Disassembling A Deer: Final Stage

“I’m having a crow problem,” a friend of mine recently emailed me.

The photo he sent showed a murder of the black birds hopping, chowing down and otherwise being raucous just inside the forest line of his 5-acre spread outside Granite Falls, Wash.

They were gathered around what remained of the carcass of a 5×5 muley my friend had shot the previous weekend in Okanogan County. He’d finished butchering it himself at home, and now the bones were in the final stages of disassembly.

carcass 1
(ERIC BELL)

He’d left the backbone and ribs in front of his trail cam, which covers an area of converging game traces and trails he’s carved out of an old clearcut.

Besides the crows, a coyote and bobcat also came a’ calling the night he put the carcass out, as well as the next.

carcass 2
(ERIC BELL)
carcass 3
(ERIC BELL)
carcass 5
(ERIC BELL)

Pretty interesting, I thought, but it got even more interesting when this morning he fired me another round of images.

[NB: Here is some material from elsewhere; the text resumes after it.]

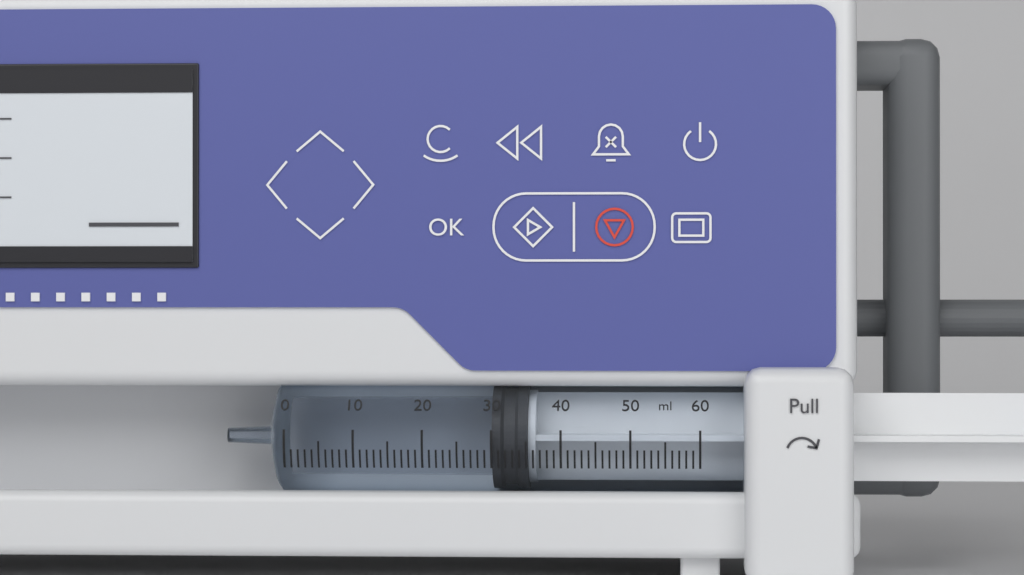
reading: 30 ml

The pattern, I realized more clearly, was the gradual disintegration of the carcass as animals tugged it first this way, then that way, breaking off bits and hauling them elsewhere for a thorough gnawing. Their poo will further distribute nutrients from the deer into the forest (though one day far in the future may confound a coprologist: “This wasn’t Odocoileus hemionus range.”)

carcass 6
(ERIC BELL)
carcass 7
(ERIC BELL)
carcass 8
(ERIC BELL)
carcass 9
(ERIC BELL)
carcass 10
(ERIC BELL)

I don’t know how many more mouths that Methow muley will feed,  but so far so good says my friend about the table quality of that buck, aged at 51/2 years old.